Some of you might be saying, So what? Luck is luck, you can’t do anything but wait for it. But that’s not entirely true. GMs constantly make rash moves by over-estimating or under-estimating their team’s chances, so it’s important to understand just how much of a team’s success is “real” and how much is mere luck. Looking back on it, it appears that the Cards’ mediocre 85-win season in 2003 was an anomaly, a downward blip between two immensely strong Cardinal ballclubs in 2002 and 2004. In fact, the nucleus of these teams is the same, suggesting that they’re scarcely different ballclubs at all.

Fortunately, Walt Jocketty seemed to recognize all of this in the offseason. He didn’t panic, he didn’t shed precious commodities (even after several outfits, including the St. Louis Post-Dispatch and, I’m embarrassed to admit, my own weblog, urged him to unload Edmonds). Instead he made a series of small, pinpointed air strikes. He beefed up the bullpen simply by shedding deadweights like Esteban Yan and Jeff Fassero, and replaced them with Ray King and Julian Tavarez. He installed serviceable major leaguers like Sanders in right field and (it’s time for us to fess up) Womack at second base.
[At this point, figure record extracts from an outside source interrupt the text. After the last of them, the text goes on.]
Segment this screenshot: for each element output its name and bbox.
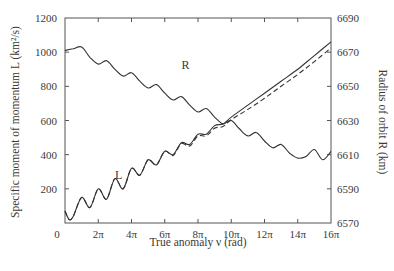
x-tick-label: 16π [323,228,340,240]
curve-label-r: R [181,58,189,72]
curve-label-l: L [115,168,122,182]
y-axis-right-title: Radius of orbit R (km) [376,70,389,175]
x-tick-label: 2π [93,228,105,240]
y-tick-label: 200 [41,183,58,195]
x-axis-title: True anomaly ν (rad) [149,236,246,249]
y-right-tick-label: 6610 [337,149,360,161]
y-right-tick-label: 6590 [337,183,360,195]
y-right-tick-label: 6670 [337,46,360,58]
y-axis-right-ticks: 6570659066106630665066706690 [327,12,360,229]
curve-labels: LR [115,58,190,181]
y-axis-left-ticks: 20040060080010001200 [35,12,69,195]
x-axis-ticks: 02π4π6π8π10π12π14π16π [54,18,339,240]
y-right-tick-label: 6630 [337,115,360,127]
l-solid-curve [65,42,331,220]
y-right-tick-label: 6650 [337,80,360,92]
x-tick-label: 12π [256,228,273,240]
y-tick-label: 800 [41,80,58,92]
chart: 02π4π6π8π10π12π14π16π 200400600800100012… [0,0,394,271]
y-tick-label: 600 [41,115,58,127]
y-right-tick-label: 6690 [337,12,360,24]
y-axis-left-title: Specific moment of momentum L (km²/s) [9,26,22,218]
plot-frame [65,18,331,223]
y-right-tick-label: 6570 [337,217,360,229]
x-tick-label: 14π [289,228,306,240]
r-curve [65,47,331,160]
x-tick-label: 0 [54,228,60,240]
x-tick-label: 4π [126,228,138,240]
y-tick-label: 400 [41,149,58,161]
y-tick-label: 1000 [35,46,58,58]
y-tick-label: 1200 [35,12,58,24]
plot-series [65,42,331,220]
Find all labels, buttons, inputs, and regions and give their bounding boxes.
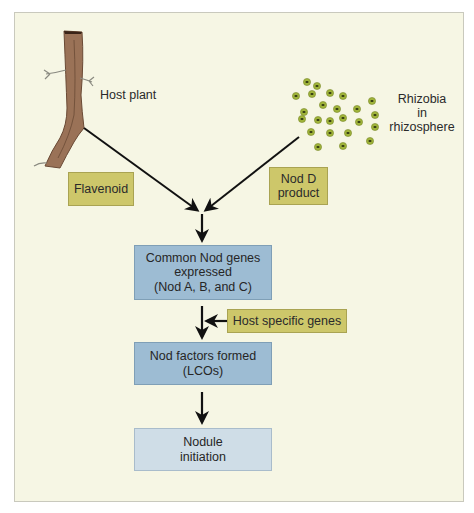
step-nod-factors-box: Nod factors formed (LCOs) [134,342,272,385]
step-common-nod-genes-box: Common Nod genes expressed (Nod A, B, an… [134,245,272,300]
rhizobia-bacteria-icon [292,78,378,150]
step-1-line-1: Common Nod genes [146,251,261,266]
step-2-line-1: Nod factors formed [150,349,256,364]
host-plant-label: Host plant [100,88,170,102]
flavenoid-box: Flavenoid [68,172,134,206]
step-nodule-initiation-box: Nodule initiation [134,428,272,471]
nod-d-label-line-2: product [278,186,320,200]
nod-d-label-line-1: Nod D [281,172,316,186]
nod-d-product-box: Nod D product [269,167,328,205]
step-2-line-2: (LCOs) [183,364,223,379]
step-3-line-2: initiation [180,450,226,465]
step-1-line-3: (Nod A, B, and C) [154,280,252,295]
step-3-line-1: Nodule [183,435,223,450]
rhizobia-label: Rhizobia in rhizosphere [380,92,464,134]
host-specific-genes-box: Host specific genes [227,309,347,333]
flavenoid-label: Flavenoid [74,182,128,196]
rhizobia-label-line-2: in [380,106,464,120]
host-specific-genes-label: Host specific genes [233,314,341,328]
step-1-line-2: expressed [174,265,232,280]
root-icon [34,31,94,168]
rhizobia-label-line-1: Rhizobia [380,92,464,106]
rhizobia-label-line-3: rhizosphere [380,120,464,134]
Mind you, these weren’t big deals, and no one is claiming the Cards’ success is primarily due to Womack and Tavarez. But the Cardinals, whose constituent parts were better than their record would indicate last year, were only one or two decent players away from a kind of tipping point in 2004. Jocketty went out, got those players, and his team, much to the relief of Redbird fans everywhere, tipped.